Mechanisms to deal with grade inflation

New York Times covers measures recommended by a UNC committee, led by sociologist Andrew Perrin, to deal with grade inflation (link). The suggestions include issuing a statement on the appropriate proportion of students in each class that should receive A’s and also having students’ transcripts include information on a class’s grade distribution (e.g., the class median grade or the percentage of A’s) next to a student’s grade for that class.

This is an interesting design problem. For graduate school admissions, as grades become less informative as signals of quality, it would seem that the result would be for standardized tests to receive extra weight. This puts a lot of stress on standardized tests, and it’s not clear that, e.g., GREs are up to the job, given that they are meant to screen for such a broad range of application types. Witness the amount of heaping that takes place at the upper end of the score range for the quantitative section of the GRE. Ultimately this introduces a lot of arbitrariness into the graduate admissions process.

The solution of adding extra information to transcripts is reasonable given the constraints. But it passes the buck to admissions committees (and other committees, such as scholarship decision committees) who have to expend the effort to make sense of it all. A question, though, is whether these kinds of transcripts cause students to change their behavior in a way that helps to restore some of the information content in grades. Lot’s of other interesting things to consider as part of the design problem, including how an optimal grading scheme should combine information on a student’s absolute versus relative (to other students in the class) performance.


◆ WORK TASK ◆
An exact reproduction of the lines below, from the first through the one with "Task: Click on the li: /src/components/TaskCard.tsx", is the whole answer; pictures have no place in it.

◆ RECORDS FOR THIS TASK ◆
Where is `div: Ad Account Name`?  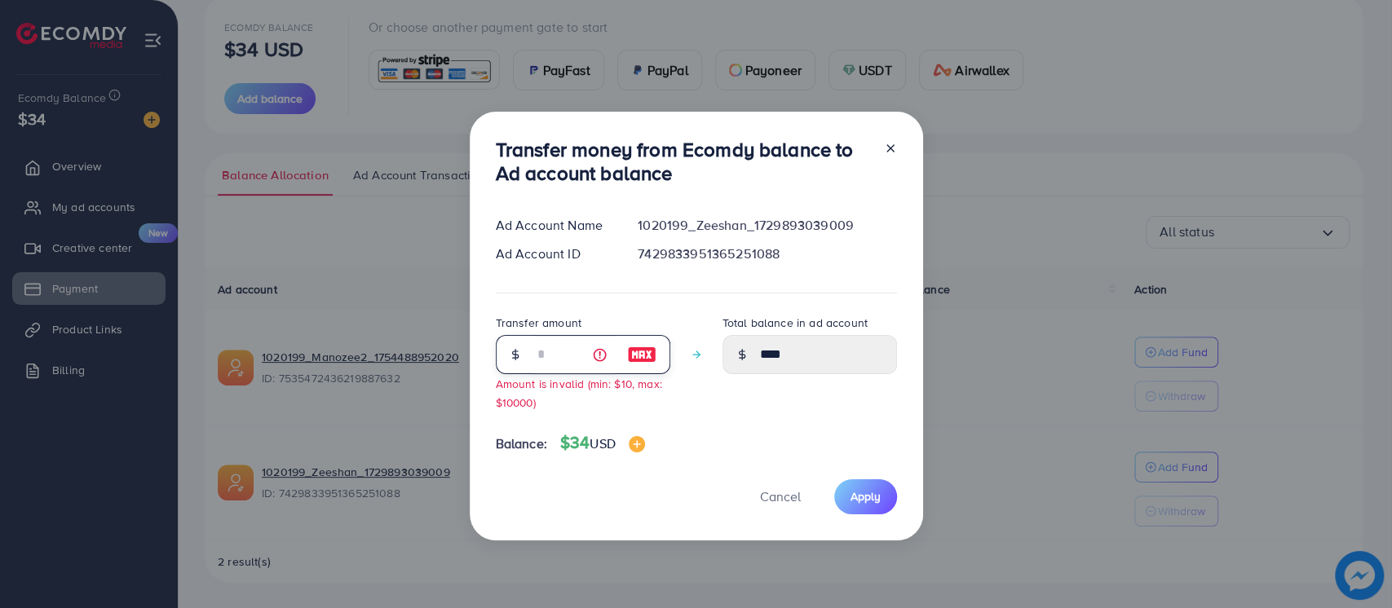
div: Ad Account Name is located at coordinates (554, 225).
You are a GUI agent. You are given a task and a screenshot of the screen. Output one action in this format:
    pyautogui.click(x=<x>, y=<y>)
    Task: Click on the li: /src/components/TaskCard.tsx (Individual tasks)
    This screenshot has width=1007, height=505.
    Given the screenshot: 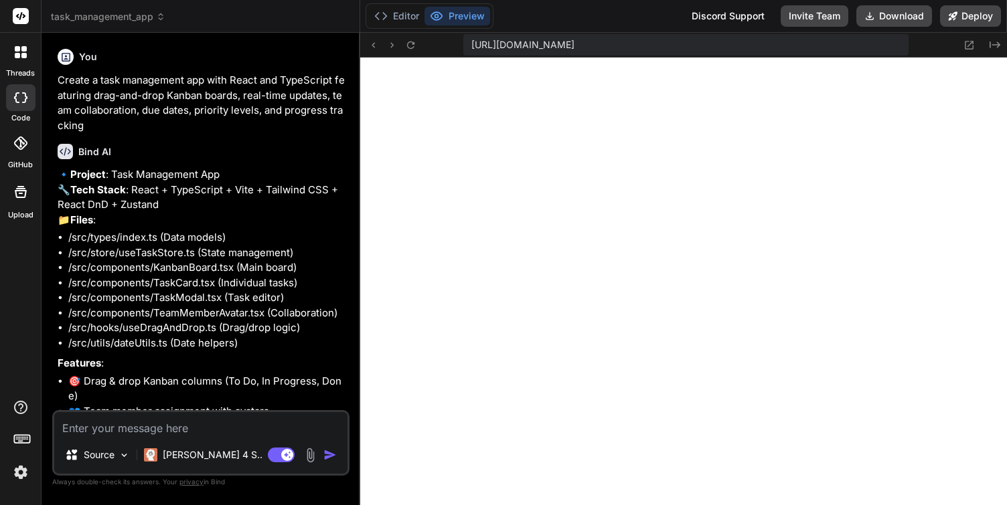 What is the action you would take?
    pyautogui.click(x=208, y=283)
    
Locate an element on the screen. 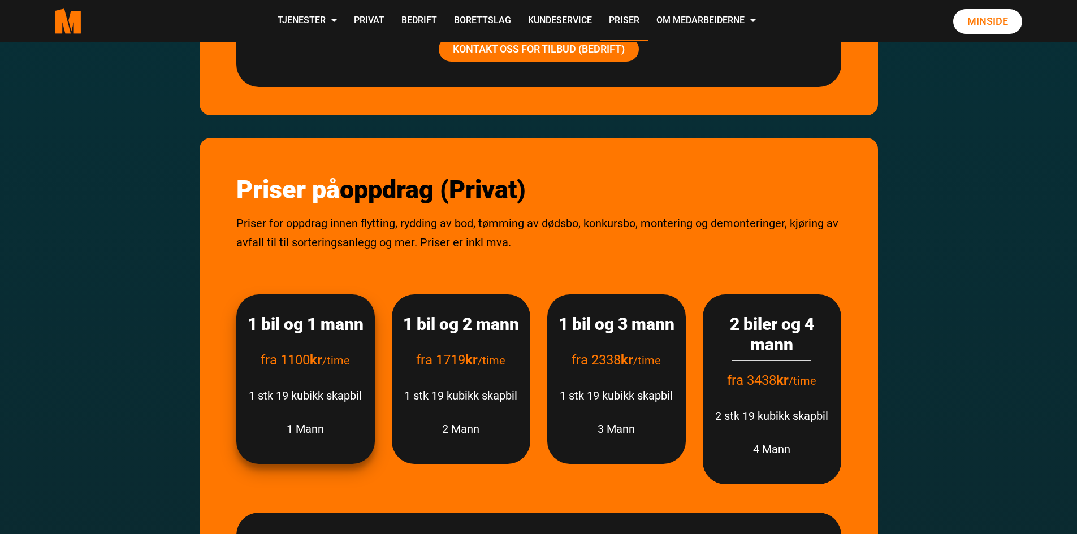  p: 2 stk 19 kubikk skapbil is located at coordinates (772, 416).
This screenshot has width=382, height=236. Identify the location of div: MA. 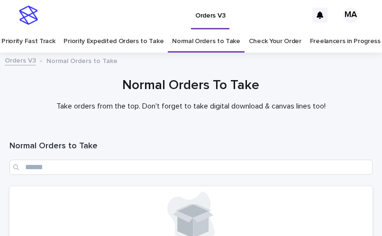
(351, 15).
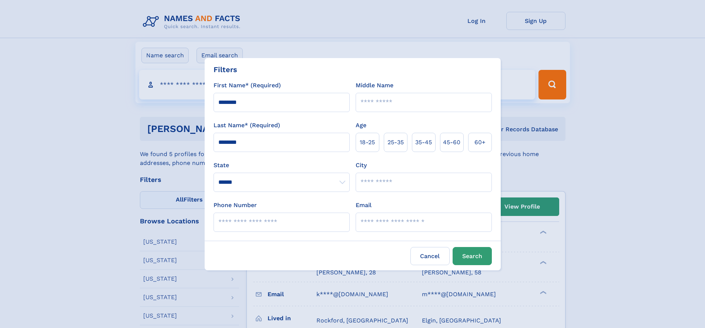 The image size is (705, 328). I want to click on span: 35‑45, so click(423, 142).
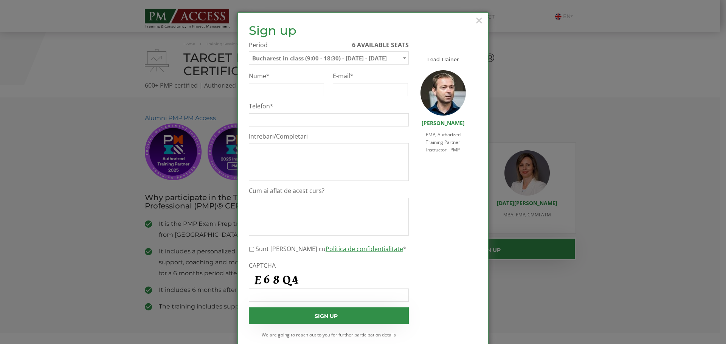  I want to click on label: Cum ai aflat de acest curs?, so click(328, 191).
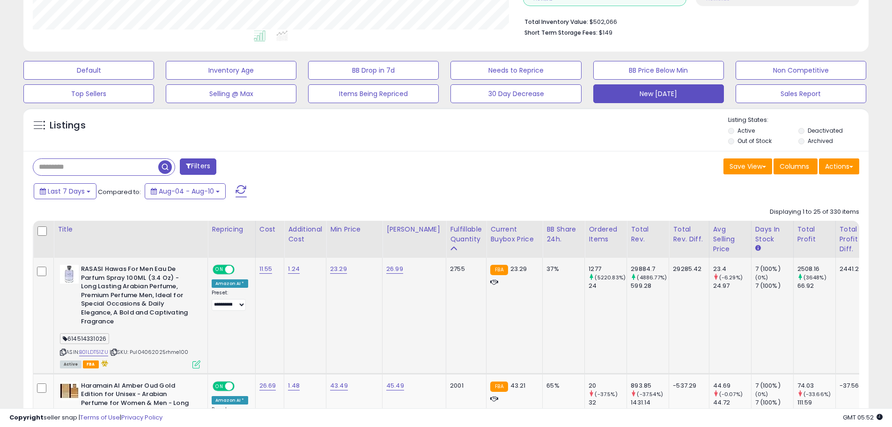 This screenshot has height=427, width=892. Describe the element at coordinates (732, 286) in the screenshot. I see `div: 24.97` at that location.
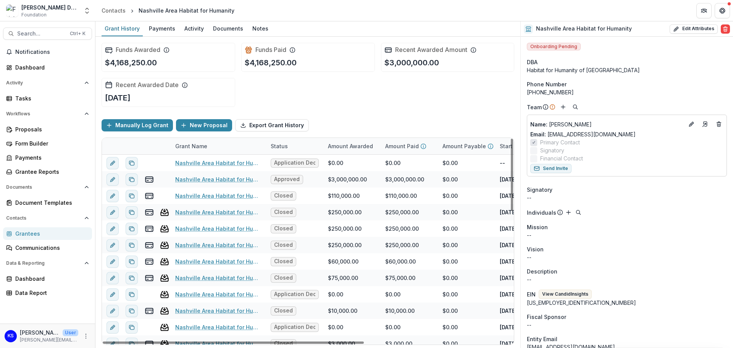  I want to click on a: Tasks, so click(47, 98).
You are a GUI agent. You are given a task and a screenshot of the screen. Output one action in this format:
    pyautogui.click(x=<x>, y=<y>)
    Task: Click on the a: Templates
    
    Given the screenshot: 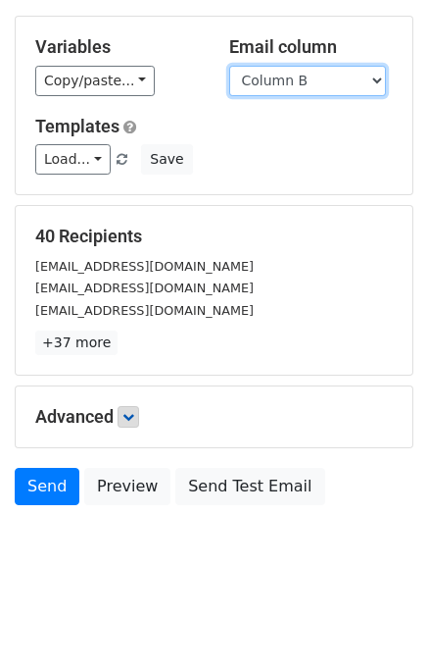 What is the action you would take?
    pyautogui.click(x=77, y=125)
    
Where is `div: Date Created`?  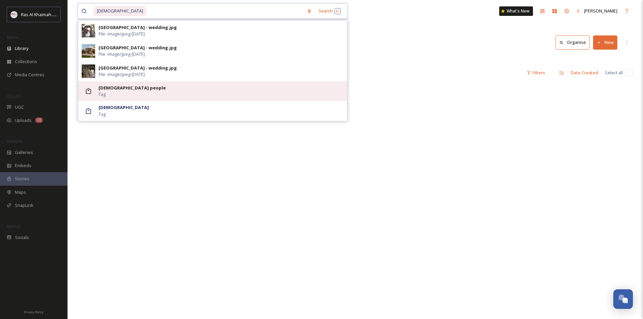 div: Date Created is located at coordinates (584, 73).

◆ TASK RESULT ◆
Where is `div: Ad Account Name`?  
div: Ad Account Name is located at coordinates (554, 225).
You are a GUI agent. You are given a task and a screenshot of the screen. Output one action in this format:
    pyautogui.click(x=<x>, y=<y>)
    Task: Click on the li: /src/components/TaskCard.tsx (Individual tasks)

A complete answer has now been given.